Among the extras is an audio commentary track from 2003 featuring Bogdanovich, which has been on several DVD iterations of the film, but continues to be informative, and filled with tidbits of advice that Bogdanovich learned from his cozying up to film directors such as Hawks, Samuel Fuller, who said, save your budget up for the last scene, and Hitchcock, who told him never use your establishing shot to establish anything, save it for a dramatic moment.

 

There is a new video interview with filmmaker Richard Linklater, a lengthy account by the director of the background of Targets and its socio-political meaning, especially coming from a filmmaker based in Austin, Texas, where the Charles Whitmore slayings took place in the early 60s. He fully appreciates the clever if not genius move of blending the Gothic film that had been popular in the early ‘60s with a new kind of horror that was to take over America in the ‘70s and ‘80s on. I only disagree with Mr. Linklater on one point, that Bogdanovich was a great interviewer of other filmmakers.
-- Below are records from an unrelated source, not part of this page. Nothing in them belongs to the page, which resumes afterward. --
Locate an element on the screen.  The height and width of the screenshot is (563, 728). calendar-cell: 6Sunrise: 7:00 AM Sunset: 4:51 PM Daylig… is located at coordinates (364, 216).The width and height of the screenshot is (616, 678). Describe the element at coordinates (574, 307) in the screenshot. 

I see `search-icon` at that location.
To me, he always sounds, bored, asking his routine questions in order from a clipboard, and not asking, follow-up questions, or engaging in dialogue, but then, maybe he  just sounds that way. 

 

Another repeat is an introduction to the film from 2003 by Bogdanovich, which also has appeared on several DVDs,  and is shorter than the commentary track but still reiterates a few of the stories he tells there.

 

Then there is a healthy audio excerpt from a 1983 interview with Polly Platt at the American Film Institute, another informative chat  by this fascinating but over-shadowed figure, who not only tells different stories about how Targets came to be, and how it was filmed, in only 18 days, which brings a gasp from the listeners, but is also unappreciated for her contributions to cinema history, among other things, while working on several James Brooks films, and also bringing Brooks together with Matt Groening, which led to the creation of the TV show The Simpsons.

 

Finally, there is an insert with an essay by the prolific Adam Nayman and excerpts from an interview with Bogdanovich from Eric Sherman and Martin Rubin’s 1969 book The Director’s Event: Interviews with Five American Film-Makers, published more or less contemporary with Targets.
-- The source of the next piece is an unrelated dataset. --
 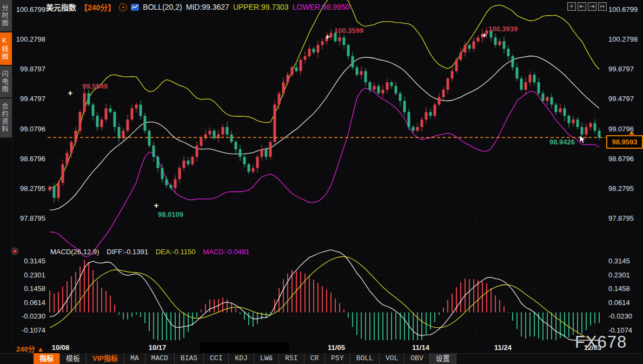 I want to click on price-annotation: 98.9426, so click(x=562, y=142).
Targets is well worth seeing and thinking about, holds up remarkably well, was under-appreciated in its day, and challenges the viewer in the ways of horror that are much more horrific than your average thriller. As Richard Linklater points out, we don’t like to think about the nature of evil in ordinary seeming people, and we don't seem to want our movies to be real. TV, maybe yes, with all of its true crime accounts, and semi documentary series, but not movies with their cartoon special effects violence.